The Maturation Process of Grayton Beer

After five years of business, Grayton Beer has started to grow up. Acknowledging the need to grow to help continue success was one of the things that head brewer Tyler White, along with founder Jamie Price, formulated to see the Florida panhandle brewery take its next step.
Two of those keys have been adding to the management team and expanding on its branding by aligning itself with a familiar site for consumers that frequent the “Hamptons of the South” in Santa Rosa Beach, Florida.
The first step was adding veteran wine and spirits marketer Cathy Steen to the fold, naming her COO in the summer of 2017. Steen — who launched the Belvedere vodka brand — has helped bring along Grayton by partnering with lifestyle brand 30A to rebrand the brewery’s successful Blonde Ale along with launching a line of cans and adding flavors she feels are trending for future sales in diverse markets.
“It’s kind of helped start pulling us in a single direction because young companies of any sort — not just breweries — are running in a million directions and everybody’s on fire and trying to find water,” White said of the addition of Steen. “So Cathy brought a systematic level to us — ‘Here’s how we’re going to do this. Everybody calm down.’ — and it’s been awesome.”
White said the brewery — which still focuses on straight-forward styles to accommodate the newer craft drinker — is starting to see an uptick in creativity and sales in that segment.
“It’s given us a lot more agility,” he admitted. “First off, being able to pivot and make decisions and do things in a fairly efficient manner and to just have the sense of ‘common goal-common team.’ It’s helped all of that stuff tremendously.

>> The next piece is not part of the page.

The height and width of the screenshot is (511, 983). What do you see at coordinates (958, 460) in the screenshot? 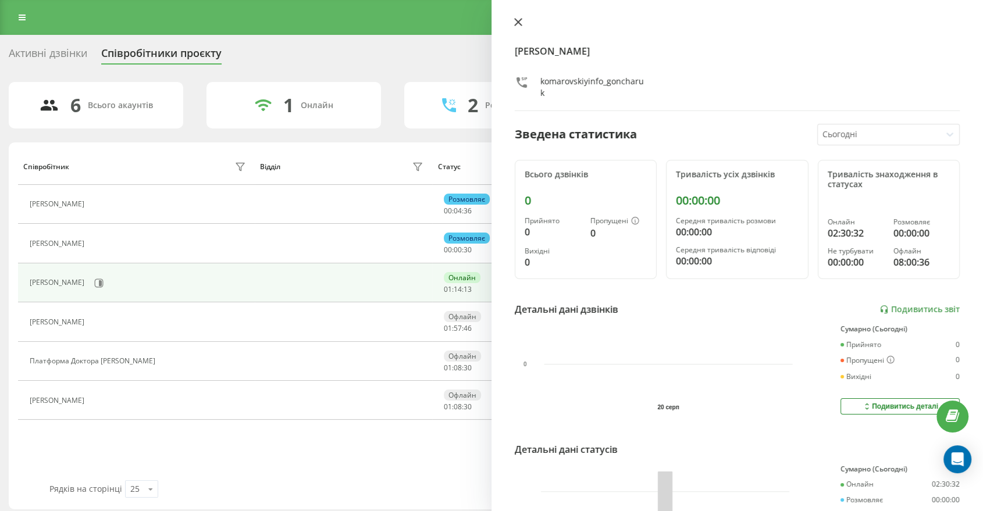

There are systems in place that keeps it from being the Wild Wild West and that’s been really good.
“It’s been a steep climb. We got to a point where we knew we had to grow differently to succeed. We’ve known all along that everyone wants to grow and learn from people with more experience and knowledge, so we’ve always added talented people at every opportunity because the whole is more important than any one person.”
Steen coming along is an extension of that but also White said that it was a shift in organization that had to happen to go where the brewery wanted to be headed.
“We know our drinkers are southern, Bud Light, sit-on-the-beach type of drinkers,” White said. “We can either complain about that and bash them over the head with Double IPAs and Imperial Stouts or we can introduce them to craft. A lot of the country was past that phase, so we still had the opportunity to introduce [when Grayton opened].
“So our Blonde Ale would be a lynch pin because we needed to bring in those drinkers. The rest of the portfolio is meant to educate and bring people deeper into craft and the malt-forward, yeast-forward, hop-forward styles can be.”
Teaming with the lifestyle brand 30A, which focuses on beach living and experiences, the brewery has release 30A Beach Blonde Ale and 30A Rosé Gose, which is available in restaurants and stores in six states across the Southeast.
“I was worried if they would be opened to trends,” Steen pondered. “There’s an opportunity for all craft breweries to think about the consumer. Beer has a challenge and if you look at what wine and spirits have done — they always find flavors and tastes with authentic stories for consumers to fall in love with.”
White said it’s a Venn Diagram for the brewery.
“There’s trends, and there is us and our culture,” he explained. “What meets in the middle … why would you not take the opportunity?”
A year ago, Steen started to craft a tight three-year plan that involved cans, innovation and developing outside markets from the brewery’s 90-mile radius that has supported them to the tune of more than 10,000 barrels produced in 2017.
“The opportunity for us is because of the 30A brand is to see where people know 30A and introduce all the others beers to drinkers and our wholesale partners have been very open to doing that with us,” she explained.
“Deliberate decision making, deliberate innovation is what we talk about.”